The Idler Wheel neglects any attempt of pop accessibility, which is fine as the record’s weight would just topple over trying to polish up a record of such blatant malaise. Instead, Apple just occupies the space with little more than her piano and her nearly frightening vocals. It had to be this way. Fiona is now in her mid-30’s, and as she’s apparently hinting at with all of this is how she’s looking at having to tackle the pressures of life alone.
“How can I ask anyone to love me/When all I do is beg to be left alone” she asks, knowing all too well that her inner struggle may indeed be to blame for not being able to resolving that aforementioned struggle. In the course of the song’s nearly 5 minutes, you hear Apple wail, feel the words delivered against clinched teeth, until at the very end you can hear her voice trail off in a defeated whine. The only thing the listener can hope for is that the last 5 minutes have offered some kind of cathartic release to help push ahead some sort of resolution.
Besides voice and piano, The Idler Wheel is moved forward with nothing more than hand clapped rhythms, found items, and in the case of “Periphery,” footsteps marching on gravel and sand. Apple doesn’t stay still to wallow in her depression. Instead, she marches on. “Hot Knife,” the album’s closer and potential high-point, contradicts the rest of the album’s bittersweet journey with its nifty acapella vocals and cannibal drums.
Its placement is important as it leaves listeners with the impression that Apple will probably end up in this very same place again someday soon, because love tends to make you forget about all of those red flags that pop up along the way, on route to your next breakup. Make no mistake about it, The Idler Wheel is indeed a breakup album, perhaps one of the most intricate, passionate, and deeply personal ones ever committed to tape. It does so with utmost maturity, hitting hard at the creeps that have left her in a lurch as well as fully realizing that she’s no picnic either.

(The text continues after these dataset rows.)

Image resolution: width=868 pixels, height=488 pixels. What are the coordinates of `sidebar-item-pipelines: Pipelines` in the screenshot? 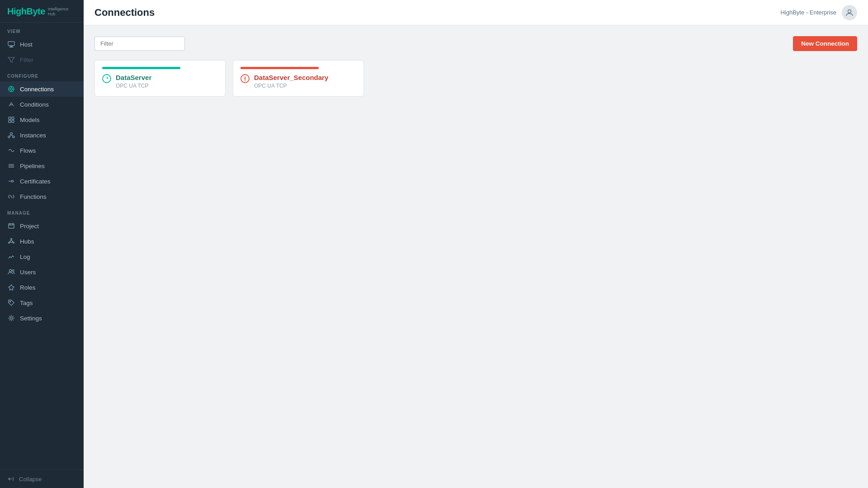 It's located at (42, 166). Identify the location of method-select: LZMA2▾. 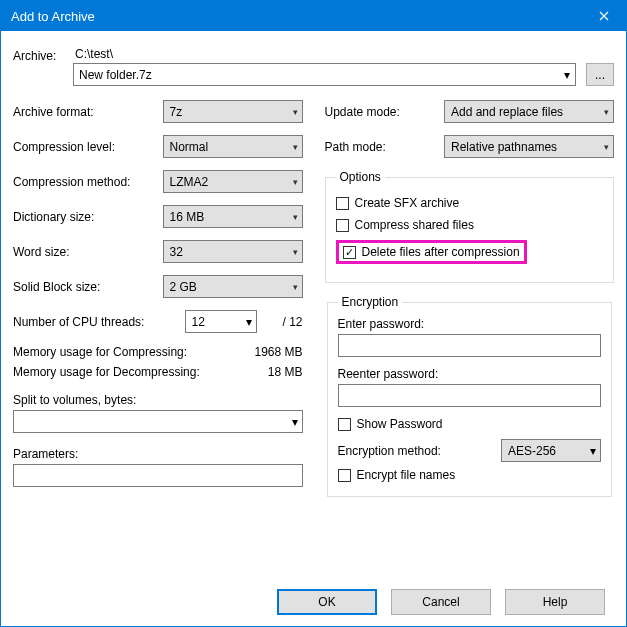
(233, 182).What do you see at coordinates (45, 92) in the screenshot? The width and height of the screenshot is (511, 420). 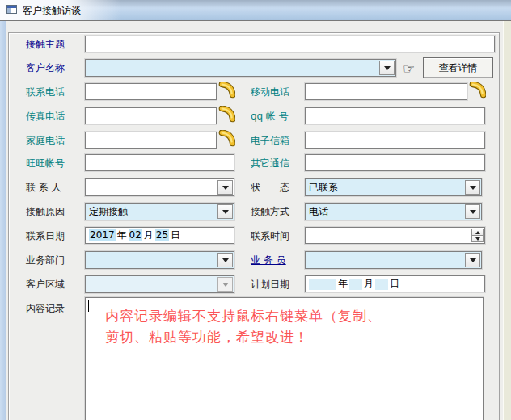 I see `phone-label: 联系电话` at bounding box center [45, 92].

It’s a heavy album, for sure, but one where you can help but admire her unwavering vision for it and how it’s primary sound is pure emotion. “Nothing wrong when a song ends in a minor key” she tells us in “Werewolf,” and after several repeated listening to The Idler Wheel, you can’t help but agree. No one told us that life would be easy, but Apple has created a record that makes those low moments of dread into an intriguing collage of creativity that ends up being the artist’s first indisputable masterpiece.